Crypto giant Coinbase has published a post-mortem report describing the incidents that led to the May 7 outage.
The platform said on Monday that the service disruption, which lasted for several hours, was due to a multiple malfunctioning of chiller units in a single Amazon Web Service (AWS). The outage caused trading, depositing, withdrawing and other key processes on the platform to fail.
However, the incident isn’t a standalone one. According to historical status logs, it has experienced four major, platform-wide outages that severely impacted core trading and account access since its inception.
What was happening during the outage?
For several hours, users of the Coinbase platform were unable to access many of the main features.
Beginning around 7:48 PM ET on May 7, retail customers faced issues buying and selling crypto, sending and receiving funds, and making deposits or withdrawals across most Coinbase products.
The disruption also affected Coinbase Prime clients, with institutional trading services experiencing problems in routing orders efficiently.
The event reportedly began when a number of cooling units malfunctioned at an AWS data center belonging to the Coinbase us-east-1 region.
With temperatures reaching critical levels, AWS’ safety mechanisms kicked in and shut off several server clusters and storage services to protect their hardware from potential damage. This led to the shutdown of essential Coinbase services, resulting in the outage.
Coinbase points to two major issues
According to Coinbase’s report, the outage dragged on for several hours because the exchange ran into two significant technical hurdles while trying to restore services.
At the center of the problem was Coinbase’s matching engine, which is the core system that processes and executes trades. The engine was heavily concentrated within a single AWS facility to keep trading speeds as fast as possible.
However, due to the failure of key nodes, there were no enough functional nodes available in order for the system to run correctly. This problem was further exacerbated because the system lacked an automatic backup plan to failover into an alternative AWS availability zone.
Consequently, the engineers at Coinbase had to do this manually, modify the configurations, and build a new node cluster. While it managed to bring back the requisite system quorum at 12:06 AM ET, it did not resume trading immediately because more action was required in order for the markets to open.
Secondly, the second reason why the market stoppage occurred was an issue with the AWS service Managed Streaming for Apache Kafka (MSK). The incident report highlights how a problem in the control plane of the AWS MSK caused problems with the automation of the election of a new partition leader.
As a result, certain clusters become clogged and event stream pipelines are unable to handle data properly.
Coinbase admits issues with infrastructure
According to the report, the system operated below the threshold of reliability expected by the firm for their infrastructure. In addition to that, the firm claimed that its design was prepared to deal with the outage of only one AWS availability zone; however, this particular incident exposed areas that were lacking.
Coinbase has also appreciated the work put by the engineers of both parties in bringing the platform back into operation.
The incident comes amid a higher level of dependency of big platforms on third party infrastructure. Infrastructure failures can have outsized effects on trading systems that need to run continuously and at high speed.
The report also points out that these kinds of outages can become particularly serious during volatile market conditions, when users need instant, uninterrupted access to trade and manage positions.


- _WORK INSTRUCTION_
Omit every picture, then return each line of the data below exactly.

- _DATA EXCERPTS_
::::
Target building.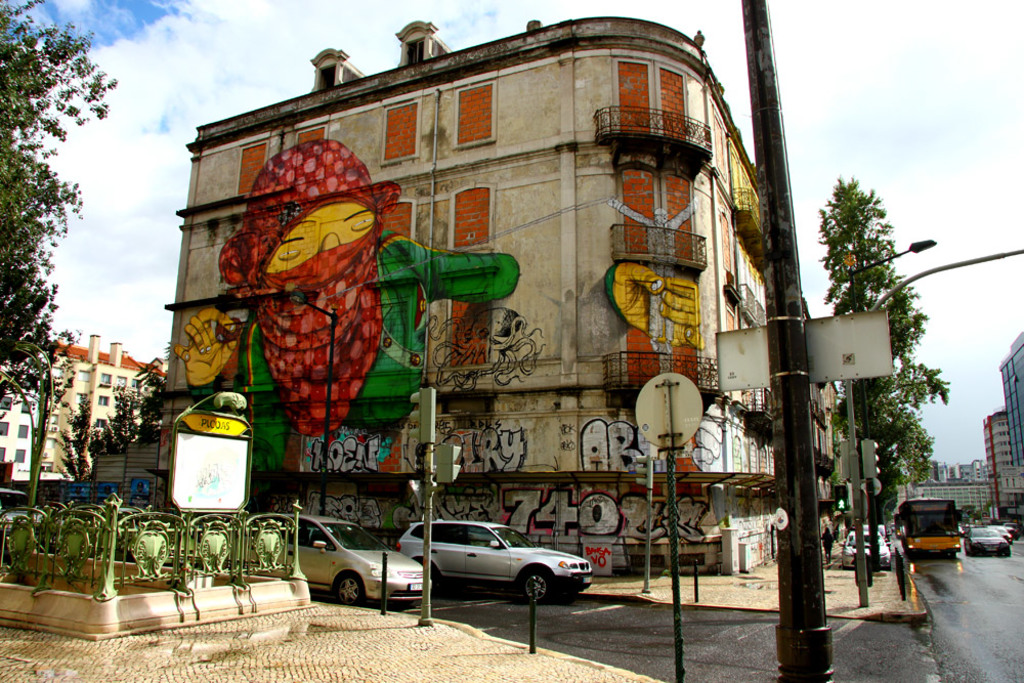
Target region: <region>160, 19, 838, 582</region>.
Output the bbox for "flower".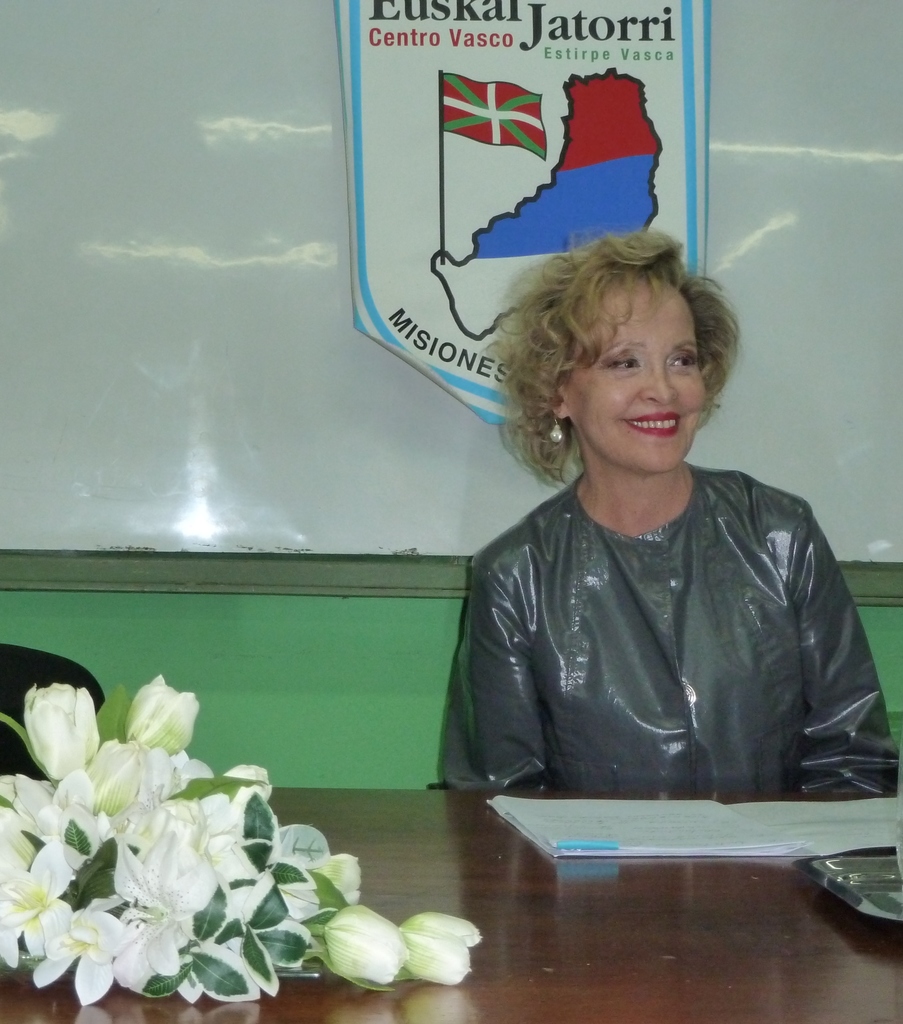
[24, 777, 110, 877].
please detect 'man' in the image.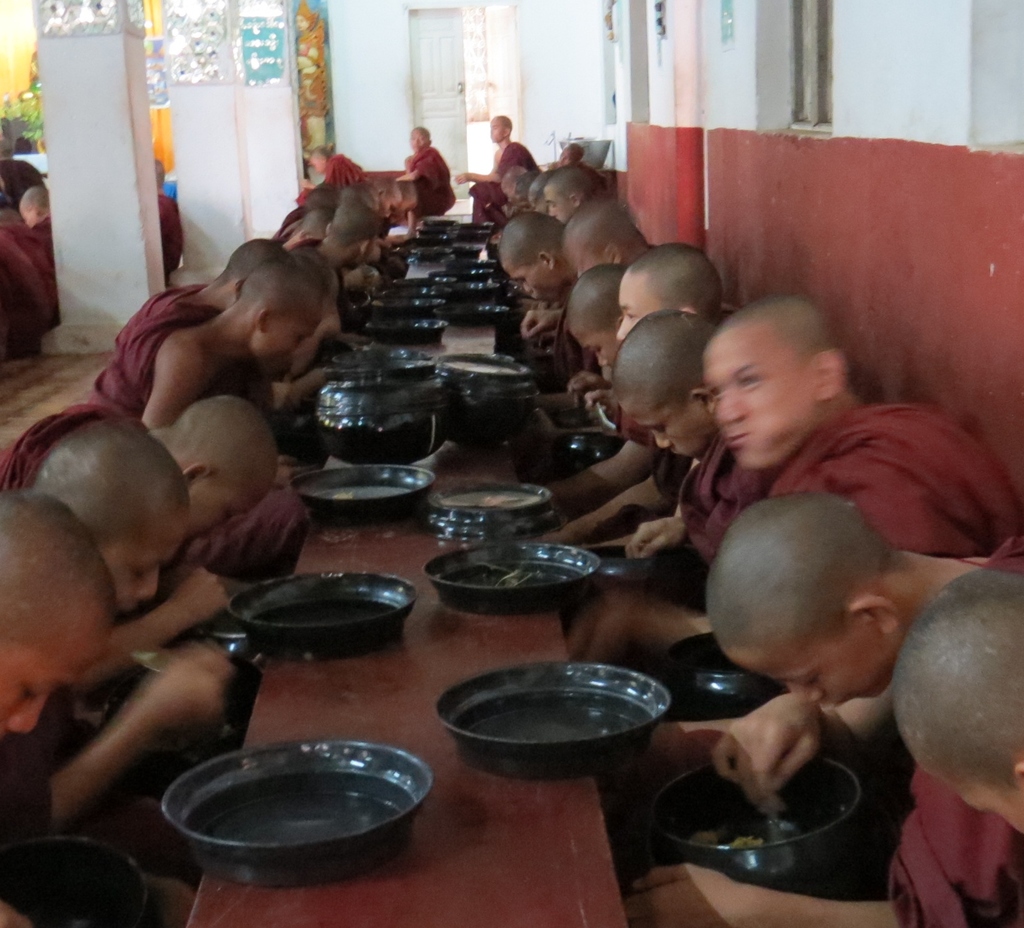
::::
- _RESPONSE_
Target building.
Target region: <region>160, 19, 838, 582</region>.
Output the bbox for "flower".
[24, 777, 110, 877].
please detect 'man' in the image.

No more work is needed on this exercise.